How? I have done everything with Lolly in the wrong order. A proposal that wasn’t for her. A job I insisted she couldn’t do. Desire I couldn’t control. A dance that came too late. How do I come back from this? Each time I get close, something forces us apart, and soon I am leaving the country.

“Whatever it takes, you hear me? If she’s the other side of the world and the EMP hits? BAM! You walk to find her. Tsunami takes out the western seaboard, you’re getting flippers and swimming to her. The world gets in your face and tells you that you’re not permitted to be with her, you sock it in the teeth and go get her anyway. Love always finds a way. Be that man.”

He makes it sound so straightforward: fight for the woman you love.

Inside the tent, there’s a group-style dance—the conga or the macarena or some terrible foot-stomping set piece that has no place at this wedding.

“Thanks, Mick.”

He salutes as he disappears back into his loveless life. Perhaps that’s why he feels so passionately about it. He’s not permitted love, only sex.

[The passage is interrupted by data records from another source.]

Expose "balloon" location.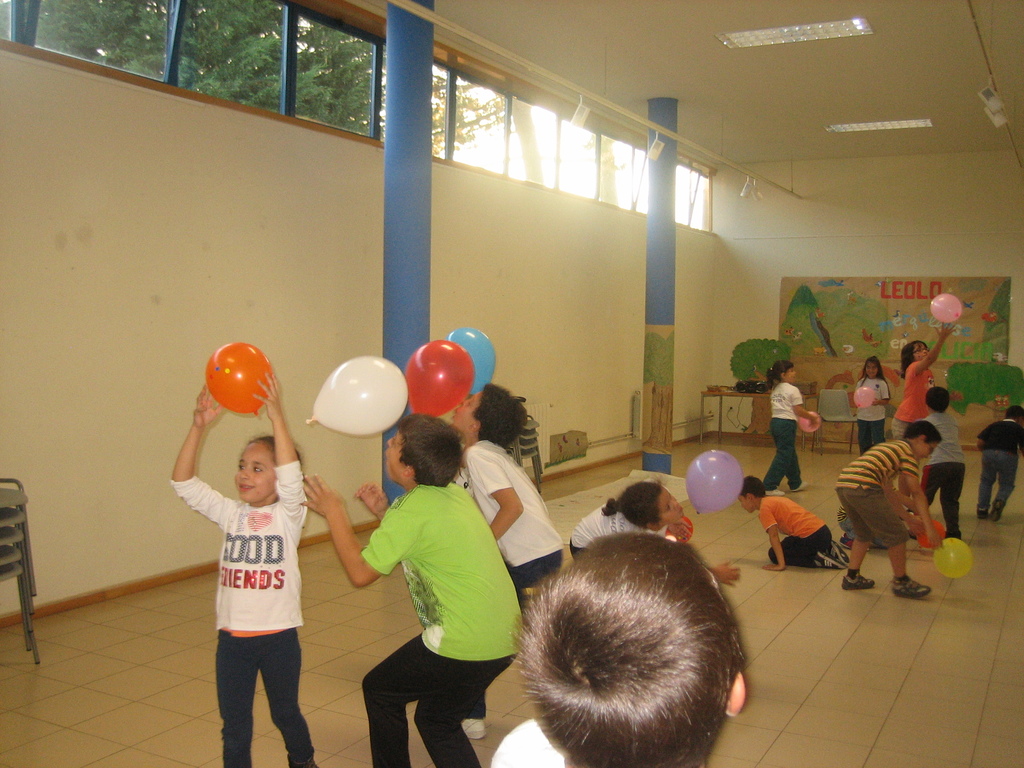
Exposed at <bbox>683, 448, 744, 515</bbox>.
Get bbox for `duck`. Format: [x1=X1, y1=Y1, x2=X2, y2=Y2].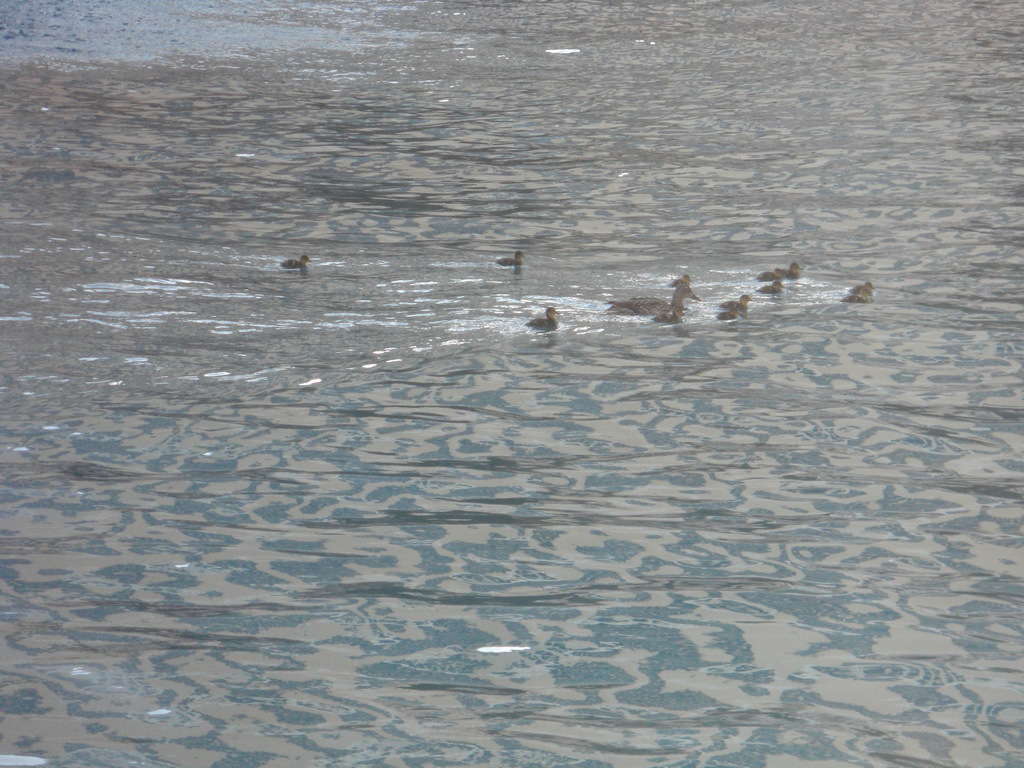
[x1=837, y1=280, x2=874, y2=301].
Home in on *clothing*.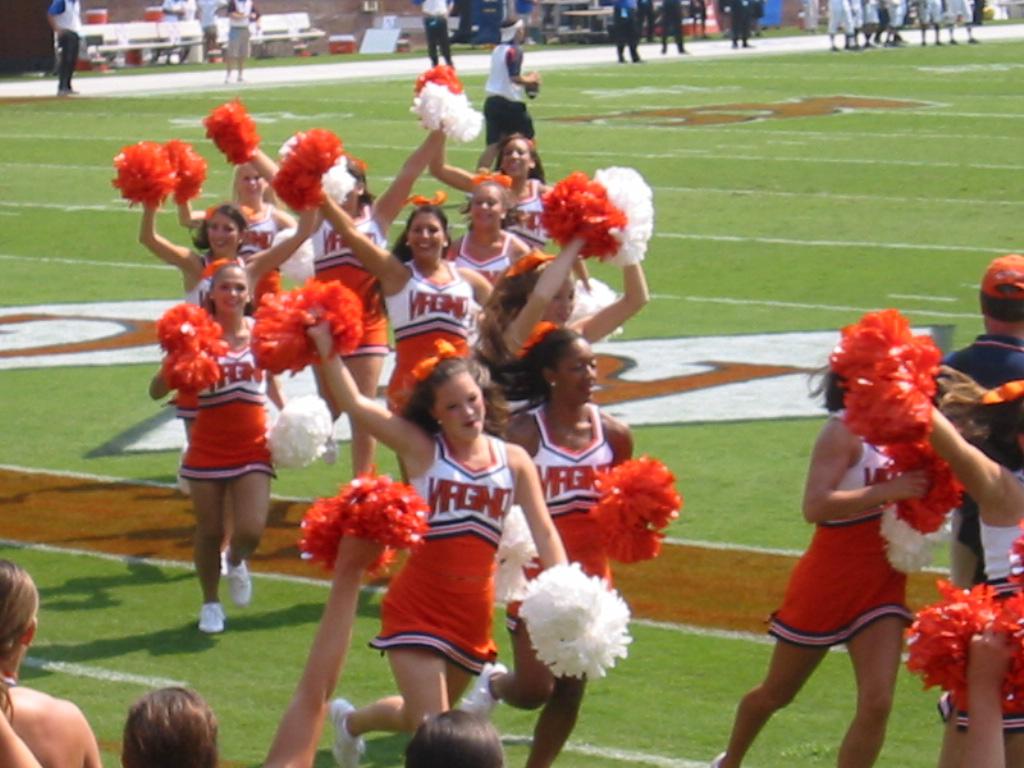
Homed in at 702 0 755 55.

My story’s not his, but it runs on parallel tracks. Duty was first because it had to be. My sister, Manuela, died in Father’s arms. She might have lived in another place and time, but there were no ambulances that day, and Papa carried her until he, too, was dropped by a bullet. He survived, perhaps against his will, or maybe for Mama’s sake, but he couldn’t work until he was healed and so the rest of us children did what any good son or daughter would do. We dropped everything and worked to keepla familiaafloat.

The night air is a mix of clove cigarettes and spilled wine. It’s supposed to be a celebration, but here I am turning over my old hurts. I regret nothing about those choices. The people I loved then, I love now. My parents never asked, never demanded, never expected, and they’ve carried me into my dream life to repay a debt that is no debt. Which is how we are tied, in bonds of love and duty that cannot be severed.

But then comes Lolly, who calls to me and only me. Not me, the son. Not me, the brother. Nor me, the one who left school and worked to pay our bills. Nor me, the one who created a foundation to carry the fathers who fell after mine. Just me. And I looked away.

Time to look back. Mick’s right. It’s time for love.